In one drawer, he spotted a dark blue folder, sealed with tape. He didnt remember seeing it before. Kneeling on the floor, he ripped it open. Expecting perhaps incriminating photographs, instead he found a stack of test results, hospital stamps, medical letters, all in her name. Realisation hit him like a jolt of electricity. Illness! Searching the diagnosis online, the chilling prognosis appeared: 6 to 18 months. Checking the dates, panic set insix months had already passed since the assessment.
After that, memories blurred. All he heard in his head was, 6 to 18 months.
She waited for forty minutes in the restaurant. His phone rang out unanswered. She settled the bill with a crisp twenty-pound note and stepped outside. It was a perfect English autumn daythe sun gentle, the air soft and inviting. What a beautiful world, how precious life isthe sun, the fields, the changing leaves.

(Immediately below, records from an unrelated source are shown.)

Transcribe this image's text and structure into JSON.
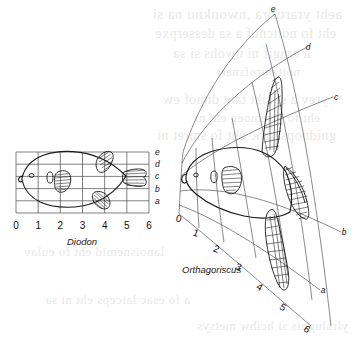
{
  "figure": {
    "type": "transformation-grid-diagram",
    "background_color": "#ffffff",
    "ink_color": "#1a1a1a",
    "grid_color": "#4a4a4a",
    "ghost_text_color": "#e9e9e9"
  },
  "left_panel": {
    "name": "diodon-panel",
    "caption": "Diodon",
    "grid_type": "cartesian",
    "columns": 6,
    "rows": 5,
    "x_axis_labels": [
      "0",
      "1",
      "2",
      "3",
      "4",
      "5",
      "6"
    ],
    "y_axis_labels": [
      "e",
      "d",
      "c",
      "b",
      "a"
    ],
    "features": [
      "body-outline",
      "eye",
      "gill-slit",
      "pectoral-fin",
      "dorsal-fin",
      "anal-fin",
      "caudal-fin"
    ]
  },
  "right_panel": {
    "name": "orthagoriscus-panel",
    "caption": "Orthagoriscus",
    "grid_type": "deformed-fan",
    "columns": 6,
    "rows": 5,
    "x_axis_labels": [
      "0",
      "1",
      "2",
      "3",
      "4",
      "5",
      "6"
    ],
    "y_axis_labels": [
      "e",
      "d",
      "c",
      "b",
      "a"
    ],
    "features": [
      "body-outline",
      "eye",
      "gill-slit",
      "pectoral-fin",
      "dorsal-fin",
      "anal-fin",
      "clavus-tail"
    ]
  },
  "ghost_text": {
    "note": "Faint mirrored show-through text from the reverse side of the printed page; illegible.",
    "lines": [
      "aeht yrartibra ,nwonknu na si",
      "eht fo noitcnuf a sa desserpxe",
      "a erugif ni nwohs si sa",
      "noitamrofsnart",
      "yrev a si siht taht dnuof ew",
      "eht fo yrtemoeg eht ni",
      "gnidnopserroc eht fo smret ni",
      "lanoisnemid eht fo eulav",
      "a fo esac laiceps eht ni sa",
      "ylralugnis si hcihw metsys"
    ]
  }
}
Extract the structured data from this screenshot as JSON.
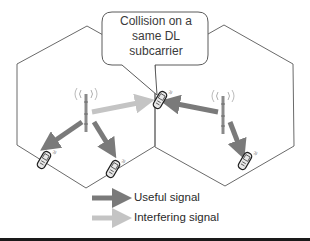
{
  "diagram": {
    "callout": {
      "lines": [
        "Collision on a",
        "same DL",
        "subcarrier"
      ]
    },
    "cells": [
      {
        "name": "left-cell",
        "base_station": "left-base-station",
        "users": [
          "user-left-1",
          "user-left-2"
        ]
      },
      {
        "name": "right-cell",
        "base_station": "right-base-station",
        "users": [
          "user-right-1"
        ]
      }
    ],
    "shared_user": "cell-edge-user",
    "legend": {
      "items": [
        {
          "label": "Useful signal",
          "color": "#7a7a7a"
        },
        {
          "label": "Interfering signal",
          "color": "#c4c4c4"
        }
      ]
    },
    "colors": {
      "cell_border": "#6a6a6a",
      "useful_arrow": "#7a7a7a",
      "interfering_arrow": "#c4c4c4",
      "callout_border": "#5a5a5a",
      "bottom_rule": "#1a1a1a"
    }
  }
}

For the first time since learning about her illness, self-pity overwhelmed her. She had found the strength to shield her husband, her parents, her friends from the harsh truth, trying to ease their lives even as hers quietly slipped away. Soon, nothing but a memory would remain. She walked through the bustling high street, watching peoples eyes glimmer with hope for winter and the spring beyondhope she would never feel again. The resentment inside swelled, finally bursting forth in a flood of tears.

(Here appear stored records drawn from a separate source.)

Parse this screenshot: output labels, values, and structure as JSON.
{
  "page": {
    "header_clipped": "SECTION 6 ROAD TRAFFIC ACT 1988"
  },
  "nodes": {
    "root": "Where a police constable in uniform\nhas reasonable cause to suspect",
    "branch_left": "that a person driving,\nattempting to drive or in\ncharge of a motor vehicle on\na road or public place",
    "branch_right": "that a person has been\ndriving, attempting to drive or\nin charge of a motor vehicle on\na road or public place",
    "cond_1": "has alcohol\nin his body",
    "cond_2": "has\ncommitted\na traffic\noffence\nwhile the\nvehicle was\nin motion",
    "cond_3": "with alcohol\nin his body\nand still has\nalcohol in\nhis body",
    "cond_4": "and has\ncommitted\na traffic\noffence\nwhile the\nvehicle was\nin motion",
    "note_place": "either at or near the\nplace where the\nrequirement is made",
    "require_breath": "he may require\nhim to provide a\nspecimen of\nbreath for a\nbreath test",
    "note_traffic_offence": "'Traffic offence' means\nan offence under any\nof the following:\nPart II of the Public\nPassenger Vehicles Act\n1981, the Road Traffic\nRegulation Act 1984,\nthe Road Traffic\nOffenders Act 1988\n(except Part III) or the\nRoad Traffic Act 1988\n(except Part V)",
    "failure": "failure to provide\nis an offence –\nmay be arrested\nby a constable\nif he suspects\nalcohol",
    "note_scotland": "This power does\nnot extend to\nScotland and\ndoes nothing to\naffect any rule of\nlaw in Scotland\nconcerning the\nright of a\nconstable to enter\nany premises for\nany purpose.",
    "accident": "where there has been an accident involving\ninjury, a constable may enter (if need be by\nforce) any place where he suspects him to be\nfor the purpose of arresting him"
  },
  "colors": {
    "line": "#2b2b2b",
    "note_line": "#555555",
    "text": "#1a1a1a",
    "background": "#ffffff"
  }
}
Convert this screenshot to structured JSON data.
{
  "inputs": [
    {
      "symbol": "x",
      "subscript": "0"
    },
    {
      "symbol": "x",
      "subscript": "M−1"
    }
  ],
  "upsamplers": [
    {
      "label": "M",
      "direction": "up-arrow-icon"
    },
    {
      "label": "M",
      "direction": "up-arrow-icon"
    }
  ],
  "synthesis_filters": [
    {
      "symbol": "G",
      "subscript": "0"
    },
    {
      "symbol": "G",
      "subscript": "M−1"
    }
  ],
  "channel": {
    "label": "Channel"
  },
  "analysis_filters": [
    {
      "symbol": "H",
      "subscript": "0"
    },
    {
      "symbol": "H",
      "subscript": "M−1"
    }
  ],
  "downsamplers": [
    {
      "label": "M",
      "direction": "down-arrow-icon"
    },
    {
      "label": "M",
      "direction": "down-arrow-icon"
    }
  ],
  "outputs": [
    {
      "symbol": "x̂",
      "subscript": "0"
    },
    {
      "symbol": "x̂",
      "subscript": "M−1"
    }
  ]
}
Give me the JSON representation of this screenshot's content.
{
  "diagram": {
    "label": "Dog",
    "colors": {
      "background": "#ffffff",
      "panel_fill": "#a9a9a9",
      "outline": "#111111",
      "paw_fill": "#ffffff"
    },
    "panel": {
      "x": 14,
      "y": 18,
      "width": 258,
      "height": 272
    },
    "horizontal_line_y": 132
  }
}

Back in their living room, he was frantic. For the first time, he felt the brevity of life as something physical. He remembered her as a young woman, the eager spark when they first met, all their early plans. He had loved her thenhow clearly he saw it now. The last fifteen years seemed washed away, with happiness, youth, and life once again in reach.
In the coming weeks, he filled her days with kindness, never leaving her side, living with a depth of love that shocked him. He feared losing her, would have given his life to keep her alive. If anyone had reminded him that, just a month before, hed loathed her and dreamt of separation, hed think, That was someone else.
He saw how it tore at her to say goodbye, how she cried myself to sleep, believing he slept beside her. He realised there is no greater torment than knowing the hour of your own end. Yet he witnessed her fighting for every last breath, clinging even to the most improbable hope.
She died two months later. He lined the path from their cottage to the churchyard with white lilies and roses. He sobbed uncontrollably as her coffin was lowered, feeling hed aged a thousand years.
Returning home, under her pillow, he found a note shed written at New Year: To be happy with Him to the end of my days. Its said wishes made on New Years come trueand perhaps they do, as that same year hed written: To be free.
In the end, everyone received what they thought they wanted. Yet, sometimes, our deepest wishes come at a cost we never imagined. Only in loss do we often see what truly cherishes us, teaching us the real value of love and the fleeting gift of life.